An addition to Mr. TL Couger's equation.
=IF(G8-E8<0,"-"&TEXT(ABS(G8-E8),"hh:mm"),TEXT((G8-E8),"hh:mm"))
Using this equation will always format a time difference(positive or negative) to a 00:00.
I am trying to calculate the hour difference between two times. What I've been doing now only gives me hour indications like 1:30, 2:45, etc but I can't make diagrams based on these values. If I get 2:30 as the hour difference, it should become 2,5. if the difference is 2:45 that should be 2,75.
Change your formula to:
(B2-A1)*24
and format as General
You should just be able to subtract 1 datetime from the other. Try this:
In cell A1, enter "09/17/2012 10:00" (Excel should automatically recognize this as a date)
In cell A2, enter "09/17/2012 11:30"
In cell A3, "=(A2-A1)*24". The result is 1.5.
The problem may be that you are trying to subtract 1 'time' from another 'time' without a date component. In that case, Excel may not recognize your value as a 'time'. Try adding a dummy date to the beginning of the time.
One limitation of this is that you will get an error response of "########" if the 2nd date is earlier than the 1st (because the result is negative). If this is an issue, try "=ABS(A2-A1)*24" instead.
Have a list of dates in excel in the format (this comes originally from csv):
23/11/09 07:27:02
23/11/09 08:01:50
23/11/09 08:38:58
23/11/09 09:40:01
What I want to do is count the number of these falling between hour blocks, like 7-8, 8-9, 9-10 etc
Not sure how to get started, but one idea was just to put logic statements comparing the dates between these blocks, then adding the total "trues"

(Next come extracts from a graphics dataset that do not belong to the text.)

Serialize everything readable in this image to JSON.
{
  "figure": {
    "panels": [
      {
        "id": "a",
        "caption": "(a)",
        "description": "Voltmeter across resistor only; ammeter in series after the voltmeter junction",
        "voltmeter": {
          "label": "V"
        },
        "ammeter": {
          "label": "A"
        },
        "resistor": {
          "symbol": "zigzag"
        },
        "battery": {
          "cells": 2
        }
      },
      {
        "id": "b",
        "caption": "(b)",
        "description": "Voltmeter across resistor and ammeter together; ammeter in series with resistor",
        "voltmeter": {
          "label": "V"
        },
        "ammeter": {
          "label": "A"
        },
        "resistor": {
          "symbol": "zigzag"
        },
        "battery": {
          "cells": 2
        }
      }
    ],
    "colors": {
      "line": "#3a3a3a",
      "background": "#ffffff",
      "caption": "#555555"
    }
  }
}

I can't get it to compare properly. When I type it the hour block marks,
e.g. 23/11/09 08:00
excel actually shows that as
23/11/2009 8:00:00 AM
and the compare doesn't work. Well actually it does the opposite of what it should.
that is:
=IF(C5>L1,IF(C5<M1,TRUE,FALSE),FALSE)
C5 being date in top codeblock, L1 and M1 being the hour blocks I manually entered in the second code block.
Has anyone got any ideas?
=hour(a1)=7
will return true if the time of the date/time value in cell A1 is between 7 and 8 (AM) and will otherwise return false.

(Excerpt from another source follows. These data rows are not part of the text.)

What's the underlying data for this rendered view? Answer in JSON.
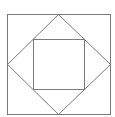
{
  "diagram": {
    "stroke_color": "#7a7a7a",
    "background": "#ffffff",
    "outer_square": {
      "x1": 7,
      "y1": 14,
      "x2": 110,
      "y2": 114
    },
    "diamond": {
      "top": [
        58,
        14
      ],
      "right": [
        110,
        64
      ],
      "bottom": [
        58,
        114
      ],
      "left": [
        7,
        64
      ]
    },
    "inner_square": {
      "x1": 33,
      "y1": 39,
      "x2": 84,
      "y2": 89
    }
  }
}
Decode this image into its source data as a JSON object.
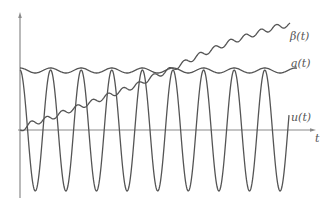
{
  "chart_data": {
    "type": "line",
    "title": "",
    "xlabel": "t",
    "ylabel": "",
    "grid": false,
    "legend": "inline labels at right end of curves",
    "axes": {
      "origin_px": [
        20,
        130
      ],
      "x_axis_end_px": 315,
      "y_axis_top_px": 14,
      "y_axis_bottom_px": 198
    },
    "series": [
      {
        "name": "u(t)",
        "label": "u(t)",
        "description": "oscillation between a(t) envelope and negative trough",
        "peak_y_px": 70,
        "trough_y_px": 191,
        "period_px": 30.6,
        "start_x_px": 20,
        "end_x_px": 289,
        "end_y_px": 120,
        "peaks_x_px": [
          20,
          50.6,
          81,
          112,
          142,
          173,
          204,
          235,
          266
        ]
      },
      {
        "name": "a(t)",
        "label": "a(t)",
        "description": "nearly constant envelope with small ripple",
        "level_y_px": 70,
        "ripple_amp_px": 2.5,
        "period_px": 30.6,
        "start_x_px": 20,
        "end_x_px": 297
      },
      {
        "name": "β(t)",
        "label": "β(t)",
        "description": "increasing ramp with small step ripple",
        "points_px": [
          [
            20,
            130
          ],
          [
            30,
            124
          ],
          [
            50,
            118
          ],
          [
            70,
            110
          ],
          [
            90,
            103
          ],
          [
            110,
            95
          ],
          [
            140,
            84
          ],
          [
            150,
            78
          ],
          [
            170,
            70
          ],
          [
            200,
            55
          ],
          [
            230,
            42
          ],
          [
            260,
            32
          ],
          [
            280,
            26
          ],
          [
            290,
            25
          ]
        ],
        "ripple_amp_px": 2.5,
        "period_px": 15.3
      }
    ]
  },
  "labels": {
    "beta": "β(t)",
    "a": "a(t)",
    "u": "u(t)",
    "t_axis": "t"
  }
}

Excel stores dates as number of days since 1900 or 1904 depending on your setting and the time as a fraction of the days. So 11:59 am 4th of July 1960 is held internally as '22101.4993055556'.

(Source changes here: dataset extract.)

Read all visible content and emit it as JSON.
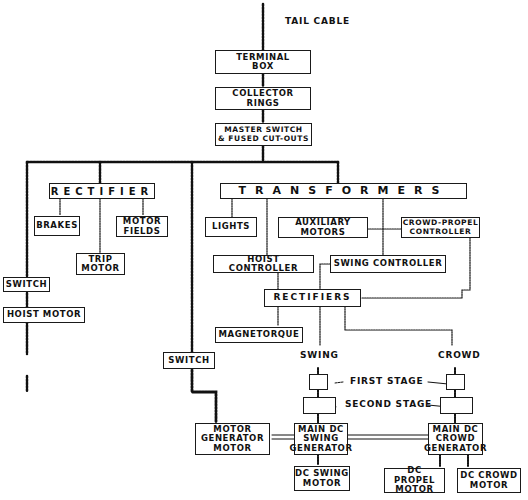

As such you cannot do plain charactrer string comparisons on dates. However ther ar lots of nifty time/date functions available to you.
You probably want :
=IF(HOUR(B1) > 8,IF(HOUR(B1)<12,"YES","NO"),"NO")
You should use Excel functions, like HOUR(), to extract the parts of the times, and apply the logic tests to those extracted values.